On the Culture and Ways of the Diai

By Ath-Eshmounta

Excerpt from the studies of a Korymban itinerant scholar, relating his experiences travelling the southern Kilche Sea. This excerpt recounts his time amongst the Diai, a people who live along the coast of Kintaka between the Aao River and Diata, a city which bears their name.

To the Diai, everything can be categorized, counted, and quantified. This includes the obvious, of course - there are only so many types of fish in the sea, each distinct and distinguishable, and so too with trees, birds, grains of rice, and all other items physical in nature - yet the Diai extend this notion in ways that required some effort for me to grasp. They say there are two kinds of truth, seven varieties of knowledge, forty eight structures of light, and two hundred and eleven faces of hope, each of which is known to them. They recognize all of these intuitively, for they never teach such things to their children in such explicit terms as I use here, but know them all regardless, granting each a unique name.

Any emotion and its nuances, any phenomenon and its complexities, they can point to the number of each and every, and how one number connects to those which surround it. Upon the regretful death of my parrot, whose health I could not restore after the battering she suffered when we were caught by storms at sea south of the Blacksand Archipelago, the Diai family in whose house I stayed informed me the grief I felt was of three hundred and third variety - the counts of negative sensations are particularly high in number - and provided to me a detailed description, which I was forced to admit was precisely accurate.

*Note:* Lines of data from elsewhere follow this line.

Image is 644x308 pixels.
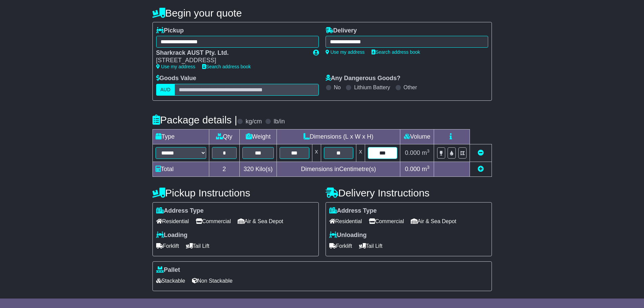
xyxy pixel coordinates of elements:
[153,129,209,144] td: Type
[329,207,377,215] label: Address Type
[156,49,306,57] div: Sharkrack AUST Pty. Ltd.
[422,149,430,156] span: m
[422,165,430,172] span: m
[156,241,179,251] span: Forklift
[312,144,321,162] td: x
[405,165,420,172] span: 0.000
[244,165,254,172] span: 320
[478,165,484,172] a: Add new item
[156,207,204,215] label: Address Type
[411,216,456,227] span: Air & Sea Depot
[405,149,420,156] span: 0.000
[153,187,319,198] h4: Pickup Instructions
[325,74,400,82] label: Any Dangerous Goods?
[273,118,285,126] label: lb/in
[400,129,434,144] td: Volume
[156,64,195,69] a: Use my address
[156,267,180,274] label: Pallet
[277,129,400,144] td: Dimensions (L x W x H)
[156,84,175,96] label: AUD
[354,84,390,90] label: Lithium Battery
[156,27,184,35] label: Pickup
[186,241,210,251] span: Tail Lift
[329,231,367,239] label: Unloading
[156,231,188,239] label: Loading
[325,49,365,55] a: Use my address
[209,162,240,177] td: 2
[369,216,404,227] span: Commercial
[404,84,417,90] label: Other
[156,216,189,227] span: Residential
[329,241,352,251] span: Forklift
[372,49,420,55] a: Search address book
[196,216,231,227] span: Commercial
[427,148,430,154] sup: 3
[240,129,277,144] td: Weight
[325,27,357,35] label: Delivery
[153,162,209,177] td: Total
[427,165,430,170] sup: 3
[238,216,283,227] span: Air & Sea Depot
[478,149,484,156] a: Remove this item
[156,74,196,82] label: Goods Value
[356,144,365,162] td: x
[192,276,232,286] span: Non Stackable
[156,57,306,64] div: [STREET_ADDRESS]
[245,118,262,126] label: kg/cm
[329,216,362,227] span: Residential
[209,129,240,144] td: Qty
[240,162,277,177] td: Kilo(s)
[156,276,185,286] span: Stackable
[153,114,237,126] h4: Package details |
[325,187,492,198] h4: Delivery Instructions
[277,162,400,177] td: Dimensions in Centimetre(s)
[359,241,382,251] span: Tail Lift
[202,64,251,69] a: Search address book
[153,7,492,19] h4: Begin your quote
[334,84,341,90] label: No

Diai healers and historians - the two roles are intertwined in their society - tell of how their ancestral spirits determined the numbers inherent to everything, which they treat not as descriptors of what is known but rather as constraints of what exists. To illustrate, they know the kinds of wild cats to be thirty in number, and there can be no more than thirty, no matter what evidence might be presented in an attempt to convince them otherwise. Of this I certainly tried, offering sketches and tales of the long-haired moon cats of the southern Zakros Range, and the naked prowlers of the dunes of the Sangora, neither of which any Diai I conversed with had ever encountered. And yet they all, without fail or hesitation, could say the former was the nineteenth sort of feline, and the latter the eighth.

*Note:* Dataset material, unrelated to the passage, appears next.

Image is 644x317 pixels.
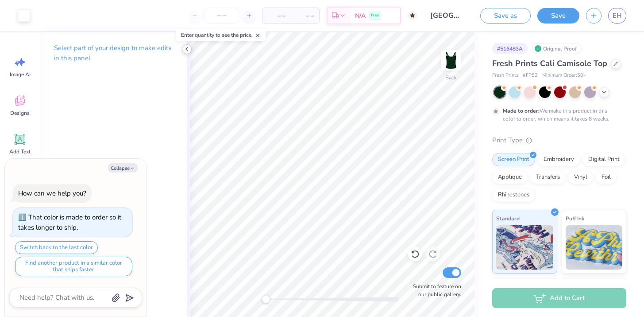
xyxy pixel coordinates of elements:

I do not believe the Diai's system of categorization to be merely descriptive, or prescriptive. Rather, I am convinced that the recounts of their healer-historians are correct in at least some manner, and that as a people they truly do possess an innate numerology that grants them a fundamental understanding of the numbers intrinsic to the world. In what matter this has been achieved, or granted, I cannot say, for the Diai themselves could not tell me, other than to matter-of-factly proclaim this was a question of the twenty third form.